The Edwardian era saw the beginnings of the glamorous (for women) and rugged (for men) image of smoking later promulgated in advertisements and cinema. The convention of an after-dinner glass of port with a cigar trickled downwards from the aristocracy to the middle classes during the high Victorian era, and the Prince of Wales (later our own Edward VII) was hardly ever seen without a thick, redolent cigar between his fleshy fingers. The social strictures about smoking relaxed, though this was the period for the luxurious smoking jacket and dark-paneled, elegant smoking room (the Edwardian version of the “man cave”), and it was uncommon for the best restaurants to ban smoking at the dinner table.
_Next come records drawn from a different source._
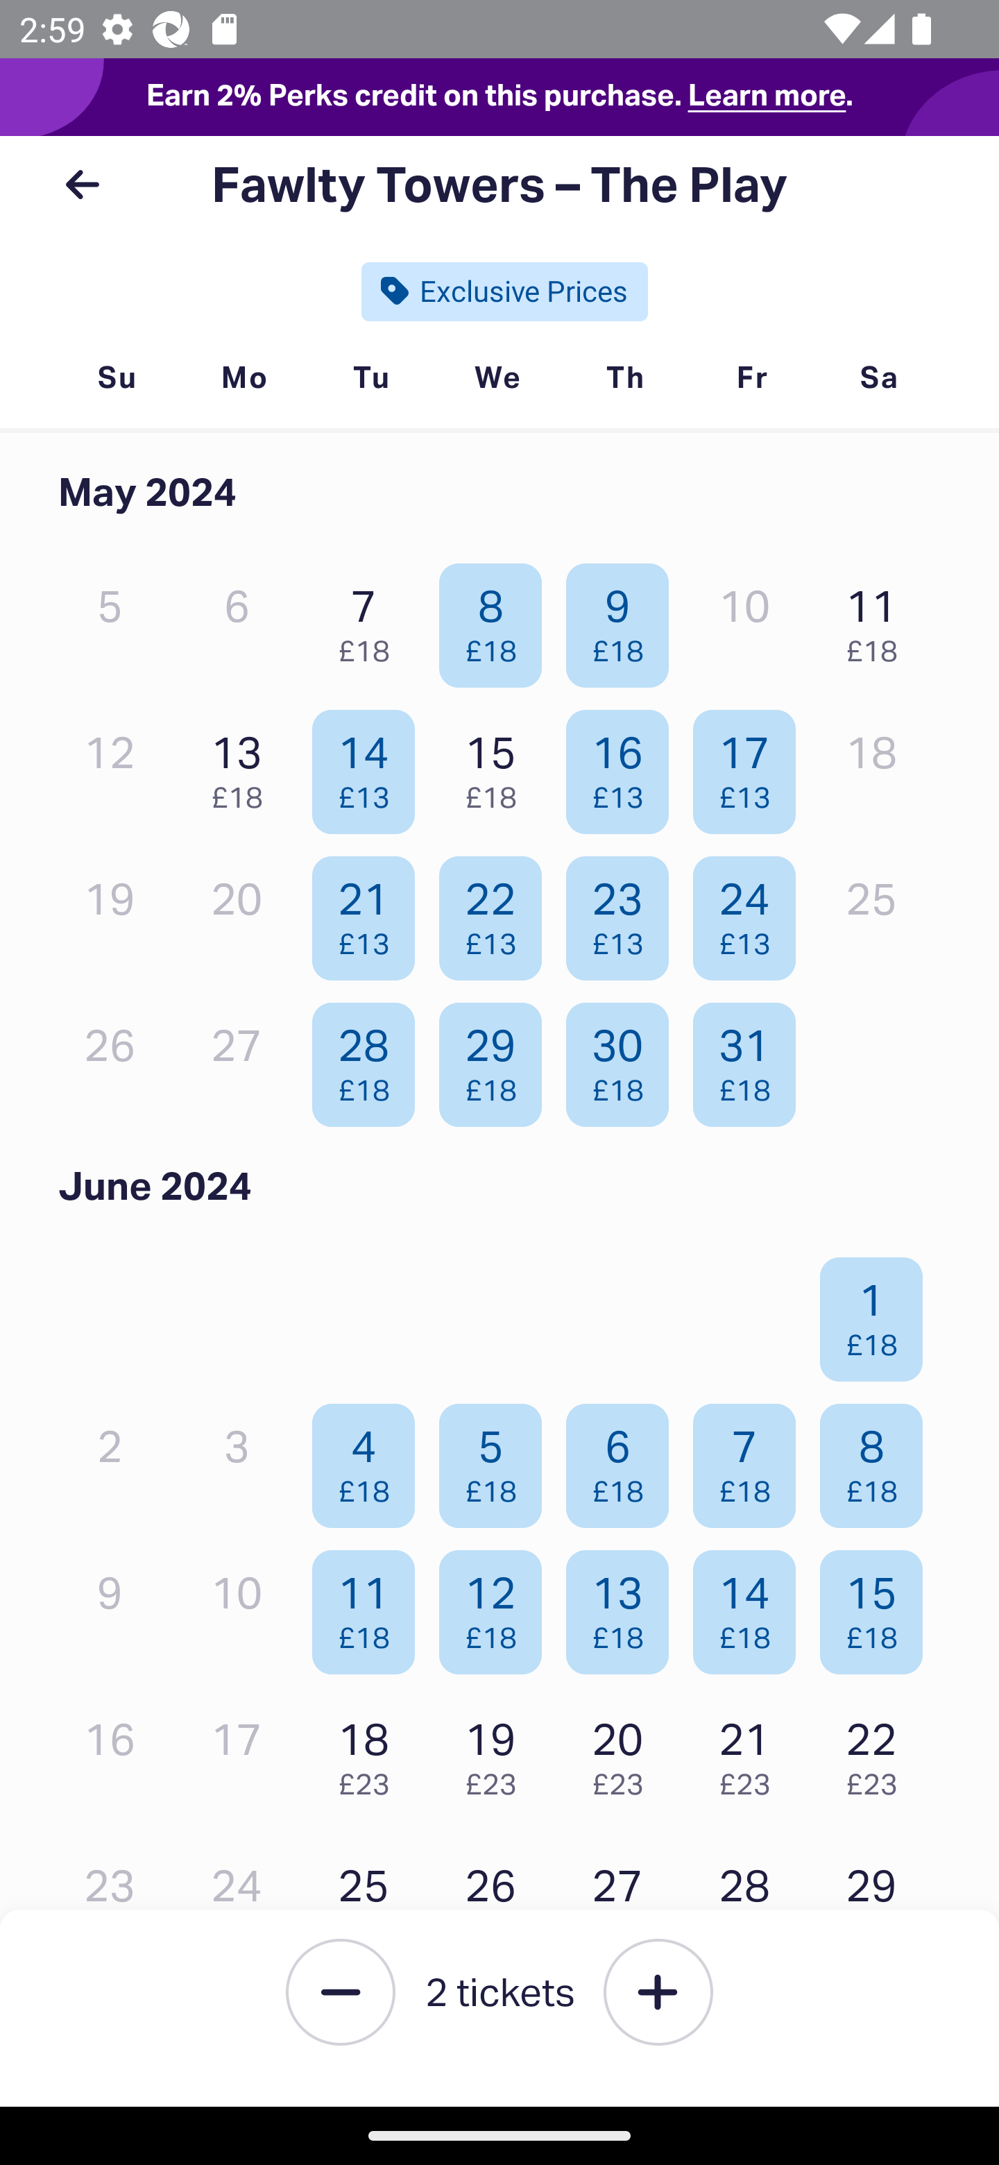 The width and height of the screenshot is (999, 2165). I want to click on 7 £18, so click(751, 1460).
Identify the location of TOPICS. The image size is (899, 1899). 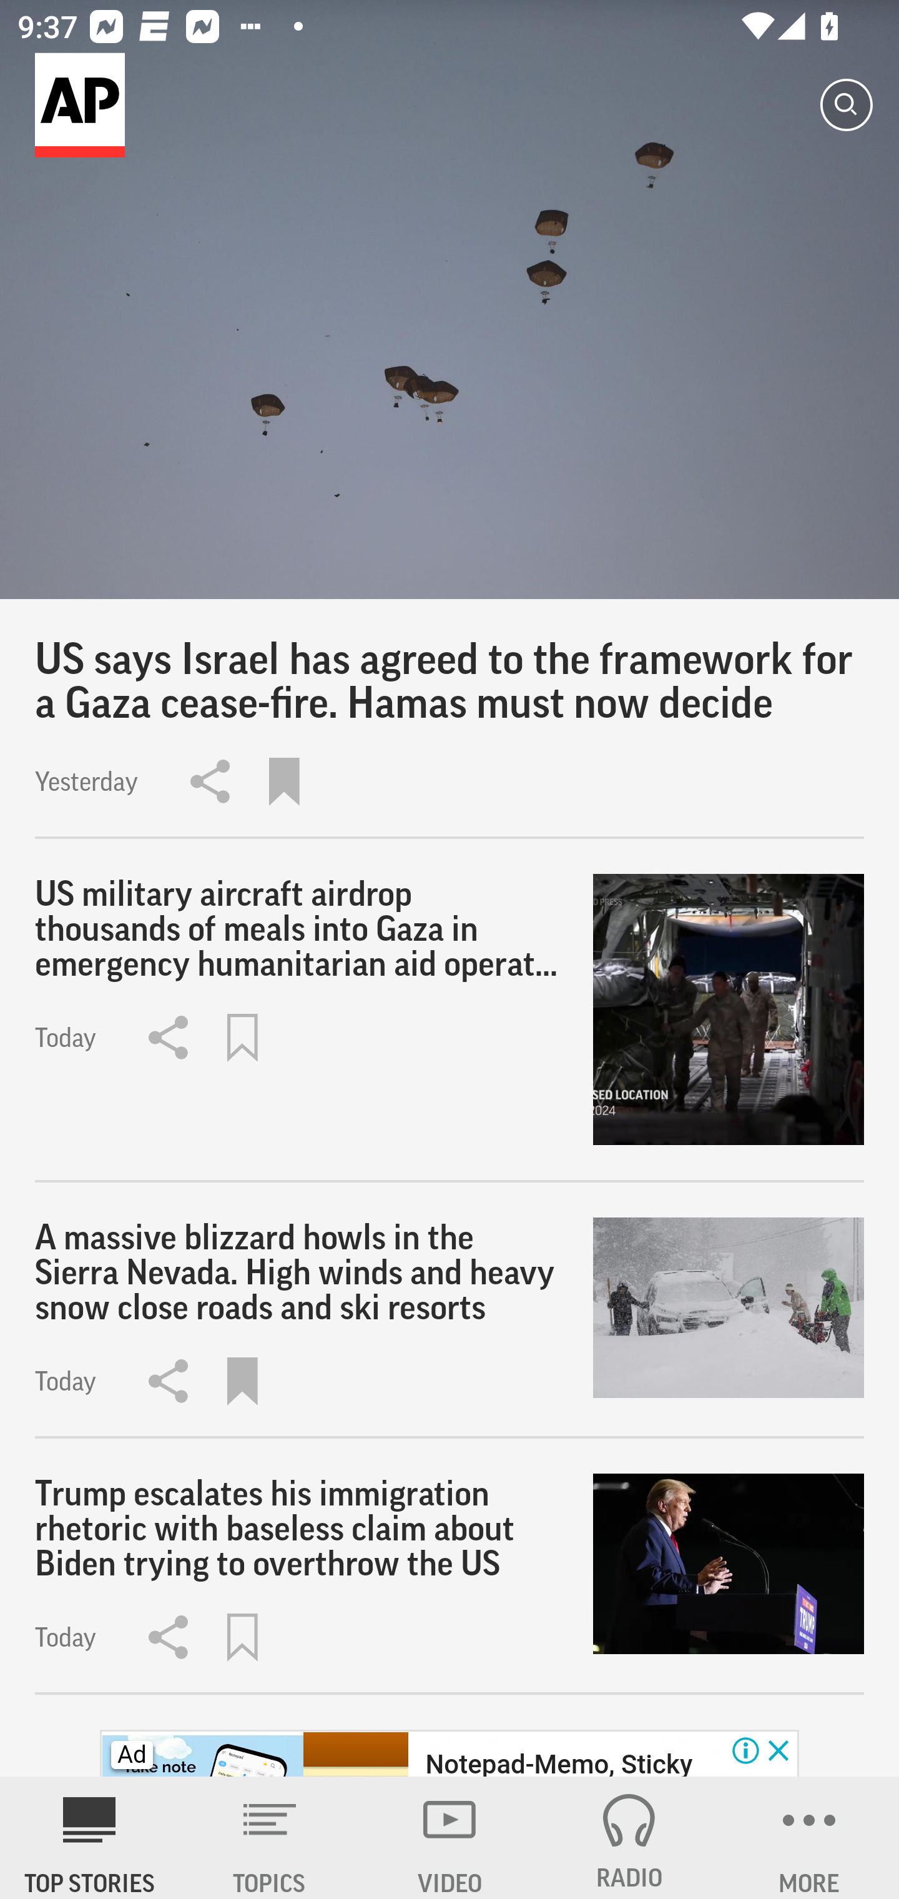
(270, 1838).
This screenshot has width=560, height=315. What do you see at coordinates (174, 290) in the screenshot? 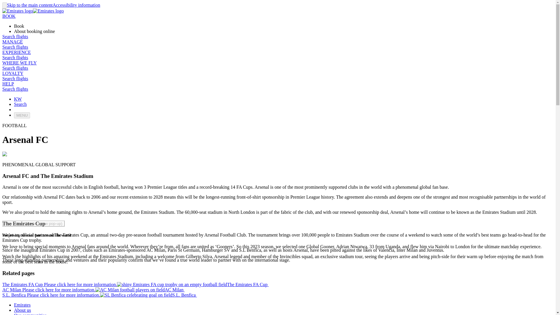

With the rise of the cigarette and the enduring popularity of the cigar, the pipe began to fall a little out of favor with the fashionable crowd. According to an article in the Morning Post, it was considered “‘bad form’ for a man in a frock-coat and silk hat to be seen smoking a pipe in the streets. If you are wearing a bowler hat and a lounge suit you may walk along with a briar protruding from your lips, and no one will think ill of you. If you are a son of toil garbed in your habit as you work, there is nothing incongruous in a well-seasoned clay or a ‘nose-warmer,’ which, for convenience, you carry upside down. Not so very long ago it was considered unseemly to smoke a pipe at all in the street unless you belonged to the humbler orders, who inhale their nicotine through the stem of a clay and expectorate with a greater sense of freedom than of responsibility.”
For the most part, smoking for ladies was considered the province of actresses and “New Women,” or the truly, truly daring society hostess. However, the increasing acceptance of public smoking meant an increasing number of places women could go–such as the music hall–now that it was passé to be offended by the stench of tobacco.
WWI saw the greatest rise in the popularity of smoking, created by advertisements and by the rations given to soldiers or gifted by friends, families, and even the Royal Family.
Further Reading
The Social History of Smoking by George Latimer Apperson
Cigarettes for Soldiers: How the Tobacco and Advertising Industries Seized an Opportunity
The Princess Mary 1914 Christmas Gift
‘Arf a Mo’ Kaiser – Smokes for Tommy – Cigarettes & soldiers, WW1
Ah, the rise of lung cancer! Good post. Due to Sherlock, pipes never really went out of style as a “home library” fixture.
Definitely! WW2’s cigarette consumption too–as we see on Mad Men, set in the 60s!
My stepfather smokes pipes and it does look more distinguished than a cigar or cigarette, lol.
I find the fact that WWI saw the greatest rise in the popularity of smoking fascinating. The intense advertising campaigns about sending cigarettes to the troops in gift packages was to give the soldiers moments of pleasure in their miserable bunkers, of course, and was warmly welcomed.
But there was something else, perhaps more powerful. Smoking for king and country had the ring of national pride, of showing how patriotic the purchaser of cigarettes was.
It’s funny to think about WWI being used to sell products, but it’s no different than today’s current events being used in advertisement (and, as you stated, patriotism).